At this stage, The Hunted is simply a project idea. But quite possibly it will materialise into a novel when everything else I’m currently working on is finally put to bed.
I discovered this photo in my mother’s bureau while house clearing shortly after she died in ’96.
The inscription on the back, in her writing reads: SS Obersturmbannfuhrer Shultz VC — only German to win a British military decoration — for leading relief party of Germans to help British force ambushed by cannibals. East Africa, 1942.’
No one at the Foreign Office nor the German Consulate claims knowledge of any German Officer decorated by the British.

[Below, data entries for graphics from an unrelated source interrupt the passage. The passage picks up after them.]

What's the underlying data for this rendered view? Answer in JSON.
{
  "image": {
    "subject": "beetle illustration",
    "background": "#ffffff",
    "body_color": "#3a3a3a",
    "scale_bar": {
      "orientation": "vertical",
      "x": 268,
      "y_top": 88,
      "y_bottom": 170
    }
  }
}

Fascinating… in the absence of an explanation, the imagination takes over.
THE HUNTED
When a British intelligence officer’s body turns up in Belfast’s River Lagan in August 1977, Jonny Farrell, an MI5 double agent operating deep under cover in South Armagh, receives a call from George Dibble, his handler.
The single clue is in a silver cigarette case on the dead man’s body — a faded black and white photograph of an SS Officer, standing in the company of a well-known Nazi propagandist, Dr Kreisleiter Gruneberg — the Political Leader — and three smiling women.

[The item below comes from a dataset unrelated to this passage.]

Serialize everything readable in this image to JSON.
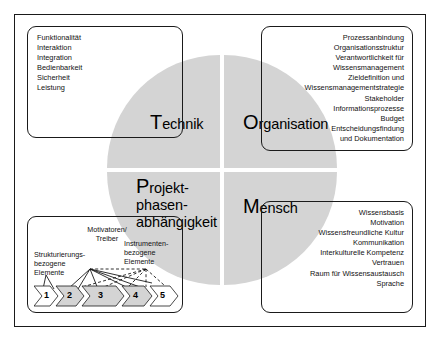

On the back, the hand-written inscription reads: ‘SS Obersturmbannfuhrer Shultz VC — only German to win a British military decoration — for leading relief party of Germans to help British force ambushed by cannibals. East Africa, 1942.’
Farrell has no intention of breaking cover and risk betraying the trust within senior echelons of the IRA he has worked so hard to develop, until Dibble tells him the inscription had been written by his late mother, who — unknown to him — had worked for the Intelligence Service during the war.
The hunt draws Farrell into a web of intrigue, wartime collusion between the Reich and both the British and the Irish governments, and contemporary power brokers who will stop at nothing to ensure that the story — as bizarre as any during the global conflict, and one that would cause unparalleled levels of moral outrage — never comes out.
When Farrell can find no trace of Schultz, he turns to the one person who can help him solve the puzzle.
His mother.
Because in the sepia Velox photo, she is standing next to Shultz.
****
It’s May 1943 and the Val d’Esprit, a freighter registered in Sierra Leone, is anchored off the coast of Somalia.
On board in cramped and filthy conditions is a human cargo: 1800 young Jewish men, hand-picked for their physical prowess, spared from the gas chambers to participate in the ultimate gladiatorial contest.
In 1940, German elite forces are sent to a remote jungle region of western Somalia, following a trail which Hitler’s head of extermination, Dr Josef Mengele, believes will lead to a gold mine containing sufficient wealth to win the war for the Reich.
The stormtroopers, led by the highly-decorated commander of Hitler’s personal bodyguard, SS Obersturmbannfuhrer Hans Shultz find the mine, but before they can return to their U-boat, they are overpowered by tribal warriors possessing almost super-human strength and guile sufficient to out-manoeuvre Hitler’s finest.
The secret, as Shultz and his men are to find out, is in their diet: human flesh.
But before Shultz and his men are added to the menu, the SS Obersturmbannfuhrer manages to convince the tribal leader — Oxford educated Abdul All-Hands Zondekki — that their acquaintanceship could provide more than a one-off snack.
In return for sparing the lives of his men and granting them unlimited access to the mine, Shultz agrees to provide a bi-annual shipment of fit young Jewish men to be released into the jungle where they will fulfil the tribe’s other passion — hunting.
It is not an arrangement that Shultz is particularly comfortable with; like many career soldiers, he sees the Reich’s genocide as an abhorrent crime against humanity that he is powerless to stand against. But when presented with the fate of being served up on a bed of couscous to the tribal elders, the opportunity to give some of the oppressed the gift of better odds than a train journey to the death camps makes certain sense.
But it’s not just the Nazis who are on the trail of gold.
When Shultz and a party of miners and geologists go ashore to commence drilling and arrange for the disembarkation of his cargo, he learns that a British battalion have been apprehended and face a similar fate to that of his own men on his previous visit.
Shultz’ intervention leads to collusion between the Nazis, the cannibals and the British, the latter spared only as they agree to contribute their own particular flavour of meat to the feast: athletic young Irishmen who had travelled to Britain to volunteer to fight for a King and Empire that was not theirs; to risk death for a country that would protect them… not kill them.
Shultz is secretly decorated by KingGeorge Vl for the part he plays in securing the release of the British battalion, and the arrangement remains a secret until the photograph mysteriously turns up on Prime Minister Margaret Thatcher’s desk some 70 years later.
In the envelope, along with the faded photograph, is a letter outlining what will happen if a public acknowledgement and a formal apology is not forthcoming.
And… repayment of the gold at its current value, plus indexation.
A sum sufficient to bankrupt the ailing British economy.